27 AUGUST 2005, Page 30

Discreet charm

Michael Tanner

Iolanta Proms Welsh National Opera gave three concert performances of Tchaikovsky’s last opera Iolanta in the latter part of last season, and brought it to the Proms last week, in a performance of great conviction and assurance. Whether that, or anything, is going to help this neglected work to gain the attention it deserves remains an open question. The two big things counting against it are that it is 95 minutes long, and impossible to insert an interval into; and that it is not quite in the front rank of Tchaikovsky’s output, though it has no dull patches and is never less than interesting. The first factor may be the more damaging. Originally Iolanta was paired with The Nutcracker, but it is hard to imagine any company nowadays being inclined or financially able to put them on together, and they would add up to a very long evening. But Iolanta is not quite meaty enough to stand alone, for all its charms. Perhaps it is condemned to be a CD or DVD opera, not the worst fate.

The idea of Iolanta, that a princess should be brought up in ignorance of the fact that she is blind, and that the curing of her blindness should be effected by, or at least closely connected with, her falling in love, is a brilliant one — though, since it leads to a happy ending, it was obviously going to be troublesome for Tchaikovsky. The composer’s brother Modeste adapted it from a play that had taken Tchaikovsky’s fancy, and the result is in part delightful and touching, in part heavy-handed and prosaic.
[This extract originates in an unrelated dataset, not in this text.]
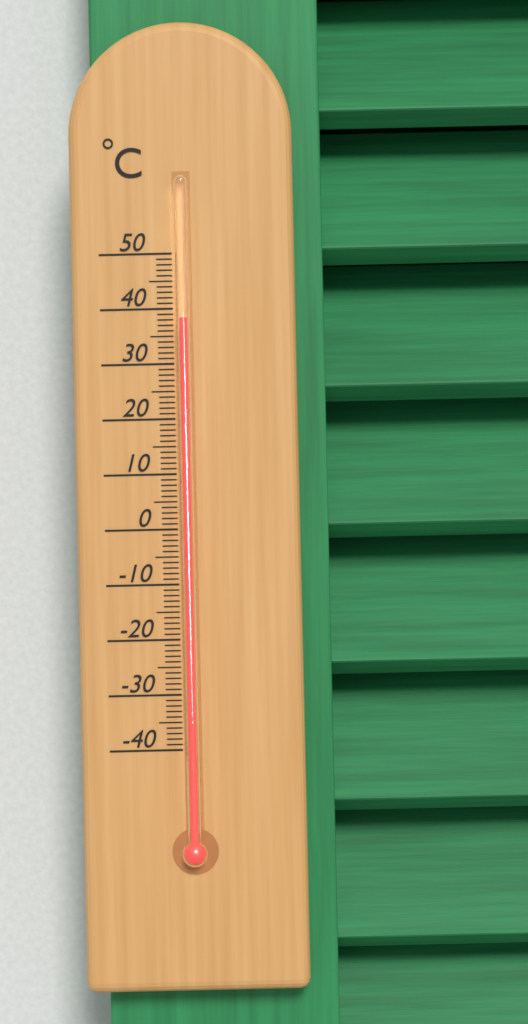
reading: 38 °C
Elaborate explanations of things that no one wants explained punctuate the action, and there is too much conscientious filling in of local colour and detail, something that one finds in one Tchaikovsky opera after another, as if he were afraid they would be too short if he presented only what truly interested and inspired him. And though it may be unfair to make demands on the psychological verisimilitude of a fairytale, which is what this work is, here as elsewhere one sometimes feels that Tchaikovsky is afraid to look too closely into his characters’ hearts, for fear of what he may find there. He isn’t nervous about portraying the growing passion of a young girl for a more mature man, since that is safe ground. But it’s difficult for him to envisage a passionate relationship which is happy, for obvious reasons, and his male characters tend to be stereotypes.
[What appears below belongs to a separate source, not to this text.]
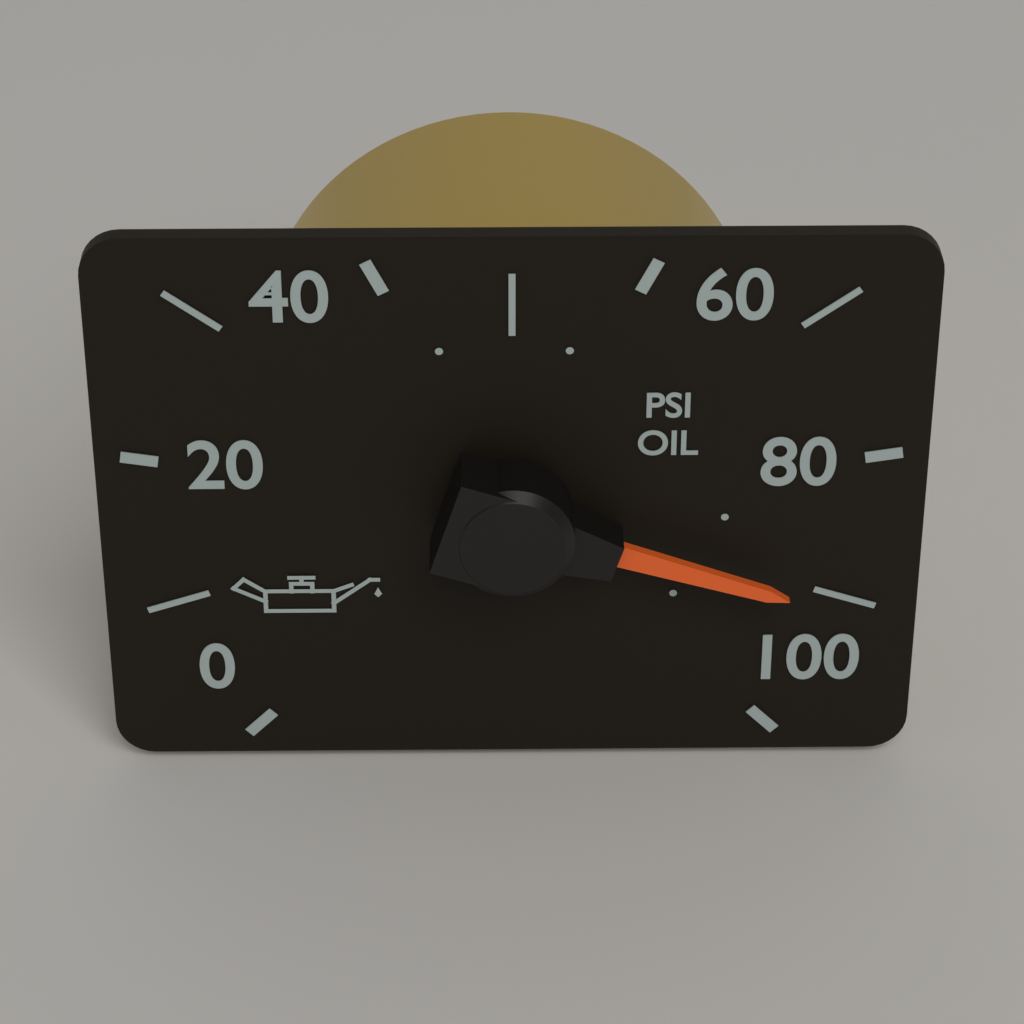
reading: 90 psi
In this opera, the heroine’s long-time betrothed has fallen for another woman, who, to judge from the enthusiastic aria he sings about her, is all extrovert passion and laughter; while his close friend, who falls for Iolanta as soon as he sees her, is on the lookout for a sensitive, not to say a wilting plant, and has the good fortune to find one. The love duet of Iolanta and Vaudemont is the lengthy high-point of the opera, centring on his discovery of her blindness, as she repeatedly fails to give him the red rose that he asks for; his exalted explanation to her of the glory of light — something she should have heard of from the opening chapter of the Bible; and the almost complete avoidance of personal feelings in the desire to be united in noble exaltation. The singers in WNO’s performance were all absolutely on top of their demanding roles: Nuccia Focile as always a winning heroine, able to encompass the rapture of the climaxes as well as the nervousness and innocence of the earlier scenes; Peter Hoare her equal in his capacity for ardour and for delicacy, with superb soft high notes which made one long to hear him sing Radames; and Vladimir Moroz as Robert, the reasonably sympathetic Robert, whose affections have gone to a woman who sounds far more suitable for him.
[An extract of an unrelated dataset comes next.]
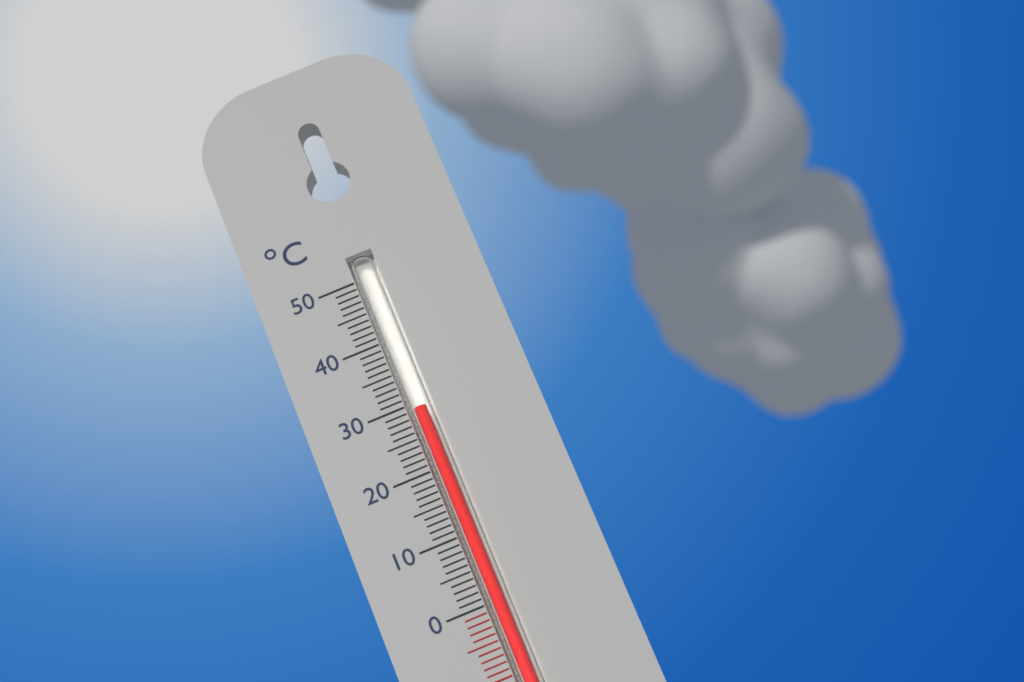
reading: 29 °C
The other key figure, though he doesn’t have a lot to sing, is Iolanta’s father the King, sung by Ilya Bannik. Tchaikovsky fails to give him a personality, yet a large part of the opera’s interest is in his absolute insistence that his daughter should remain in ignorance of her plight. As John Warrack has observed, he wants to keep Iolanta in a state that will bind her for ever to him, and he regards a suitor who is intent on her knowing the truth as someone who will ruin his idyll. That may be the most psychologically probing element in the story, but it is something one has to work out for oneself. Iolanta’s cure is partially accomplished by a ‘Moorish Physician’ Ibn-Hakia, who seems to have wandered in from a piece of Rimsky hokum, but his advice and treatment is resisted by the King. It’s striking that Tchaikovsky manages to be as inventive as he does with this recalcitrant material, his inspiration only falling off for the hymn of praise at the end: it is directed, all too realistically, in gratitude for the cure to the God who had imposed the affliction in the first place. Was Tchaikovsky being ironic for once? I’d like to think so, but can’t quite bring myself to.